ChEESE is a center of excellence in solid earth. Its primary objective is to develop 11 flagship codes to address 12 specific computational challenges related to computational seismology, magnetohydrodynamics, and physical volcanology. The codes will be optimized to ensure high performance across various types of accelerators and will be scalable, deployable, portable, and containerized. These codes and workflows will combine to create a new generation of 9 pilot demonstrators that will incorporate concepts such as multi-scale, multi-source, and multi-physics. These demonstrators will be used to simulate 15 scenarios representing capability and capacity use cases that are of particular importance in terms of science, social relevance, or urgency.

Codes

  • ExaHyPE supports the simulation of systems of hyperbolic partial differential equations, as stemming from conservation laws. ChEESE has developed a concrete model for seismic wave propagation and dynamic rupture problems. The model utilizes high-order Discontinuous Galerkin discretization and operates on octree-structured Cartesian meshes. As part of ChEESE, ExaHyPE has also been extended to work in uncertainty quantification workflows. The code is available on the GitLab hosted by the Leibniz Supercomputing Center.
  • Salvus is a high-performance package for waveform modeling and inversion with applications ranging from laboratory ultrasound studies to planetary-scale seismology. It Solves dynamic (visco-)acoustic and elastic wave propagation problems on fully unstructured hypercubic and simplicial meshes in 2 and 3 dimensions using a spectral-element approach.
  • SeisSol solves seismic wave propagation and dynamic rupture problems on heterogeneous 3D models with various material models (e.g., elastic, elastic-acoustic, viscoelastic, poroelastic). It uses high-order discontinuous Galerkin discretization and local time-stepping on unstructured adaptive tetrahedral meshes. Scalable performance at petascale has been demonstrated up to several thousand nodes on several supercompers (e.g., Cori, SuperMUC-NG, Shaheen-II, etc.). The code is regularly updated in the GitHub repository.
  • SPECFEM3D solves linear seismic wave propagation (elastic, viscoelastic, poroelastic, fluid-solid) and dynamic rupture problems in heterogeneous 3D models. SPECFEM3D also implements imaging and full waveform inversion for such complex models based on an L-BFGS (Broyden-Fletcher-Goldfarb-Shanno) algorithm. Based on the high-order spectral-element discretization for unstructured hexahedral meshes. The code shows scalable performance at petascale level. It runs on the largest machines worldwide: Titan and Summit at Oak Ridge, Piz Daint, CURIE, K computer, etc.
  • XSHELLS simulates incompressible fluids in a spherical cavity. In addition to the Navier-Stokes equation with an optional Coriolis force, it can also time-step the coupled induction equation for magnetohydrodynamics (with imposed magnetic field or in a dynamo regime), as well as the temperature (and concentration) equation in the Boussinesq framework. Based also on a semi-spectral approach combining finite differences in radius and spherical harmonics, semi-implicit second-order time scheme. The code is hosted at the Bitbucket repository.
  • ASHEE is a multiphase fluid dynamic model conceived for compressible mixtures composed of gaseous components and solid particle phases. All phases are treated using the Eulerian approach, identifying a solid phase as a class of particles with similar dynamical properties. The physical model is based on the equilibrium-Eulerian approach while the gas-particle momentum non-equilibrium is approximated by a prognostic equation accurate to the first order. As a result, the model reduces to a single (vector) momentum equation and one energy equation for the mixture (corrected to account for non-equilibrium terms and mixture density fluctuations) and one continuity equation for each gaseous or solid component. In addition, Lagrangian particles are injected in the domain and two/four-way coupled with the Eulerian field. Discretization is based on the finite-volume method on an unstructured grid. The numerical solution adopts a segregated semi-implicit approach.
  • FALL3D is an Eulerian model for the atmospheric transport and ground deposition of volcanic tephra (ash). It solves a set of advection-diffusion-sedimentation equations on a structured terrain-following grid using a second-order finite differences explicit scheme.
  • Tsunami-HySEA solves the 2D shallow water equations on hydrostatic and dispersive versions. T-HySEA is based on a high-order finite volume discretization (hydrostatic) with finite differences for the dispersive version on two-way structured nested meshes in spherical coordinates. Initial conditions from the Okada model or initial deformation, synchronous and asynchronous multi-Okada, rectangular and triangular faults.
  • Landslide-HySEA solves the 2D shallow water/Savage-Hutter coupled equations, hydrostatic fully coupled, and dispersive weakly coupled versions. L-HySEA is based on high-order finite volume discretization (hydrostatic) with finite differences for the dispersive model, structured meshes in Cartesian coordinates.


**WHAT TO PRODUCE:** Copy out each line of the material exactly. Pictures do not belong in the copy.
Start of DATASET
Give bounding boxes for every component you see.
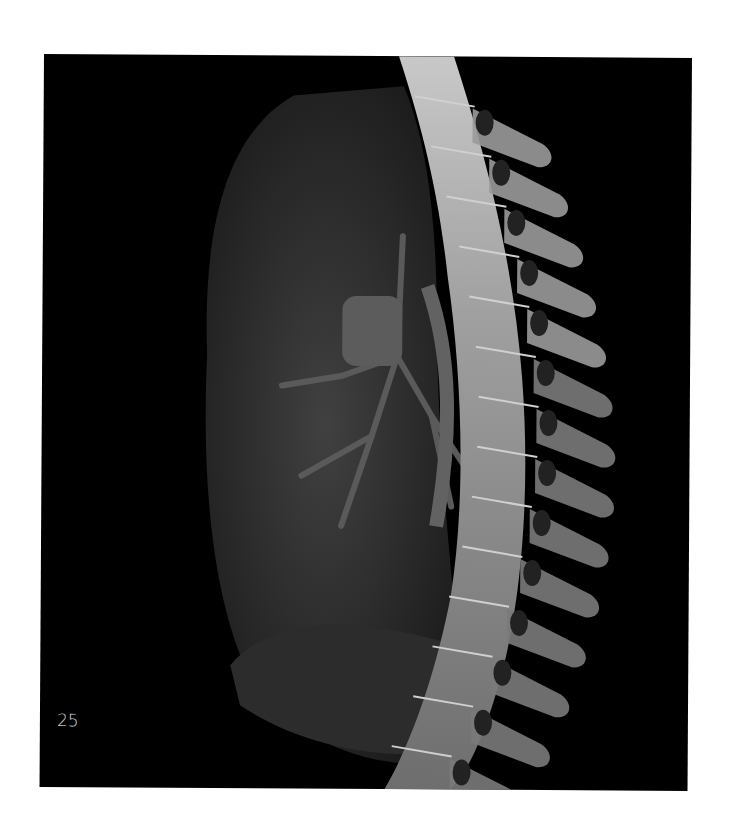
xray-image-panel: 25: [40, 54, 692, 791]
heart-shadow: [342, 296, 402, 366]
neural-foramen: [492, 160, 510, 186]
neural-foramen: [474, 710, 492, 736]
neural-foramen: [523, 560, 541, 586]
xray-illustration: [40, 54, 692, 791]
neural-foramen: [530, 310, 548, 336]
neural-foramen: [533, 510, 551, 536]
neural-foramen: [452, 760, 470, 786]
neural-foramen: [510, 610, 528, 636]
neural-foramen: [493, 660, 511, 686]
neural-foramen: [520, 260, 538, 286]
page-number-label: 25: [57, 710, 79, 730]
neural-foramen: [538, 460, 556, 486]
neural-foramen: [507, 210, 525, 236]
neural-foramen: [539, 410, 557, 436]
neural-foramen: [476, 110, 494, 136]
neural-foramen: [537, 360, 555, 386]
End of DATASET
**EXERCISE ANSWER:**
Give bounding boxes for every component you see.
xray-image-panel: 25: [40, 54, 692, 791]
heart-shadow: [342, 296, 402, 366]
neural-foramen: [492, 160, 510, 186]
neural-foramen: [474, 710, 492, 736]
neural-foramen: [523, 560, 541, 586]
xray-illustration: [40, 54, 692, 791]
neural-foramen: [530, 310, 548, 336]
neural-foramen: [533, 510, 551, 536]
neural-foramen: [452, 760, 470, 786]
neural-foramen: [510, 610, 528, 636]
neural-foramen: [493, 660, 511, 686]
neural-foramen: [520, 260, 538, 286]
page-number-label: 25: [57, 710, 79, 730]
neural-foramen: [538, 460, 556, 486]
neural-foramen: [507, 210, 525, 236]
neural-foramen: [539, 410, 557, 436]
neural-foramen: [476, 110, 494, 136]
neural-foramen: [537, 360, 555, 386]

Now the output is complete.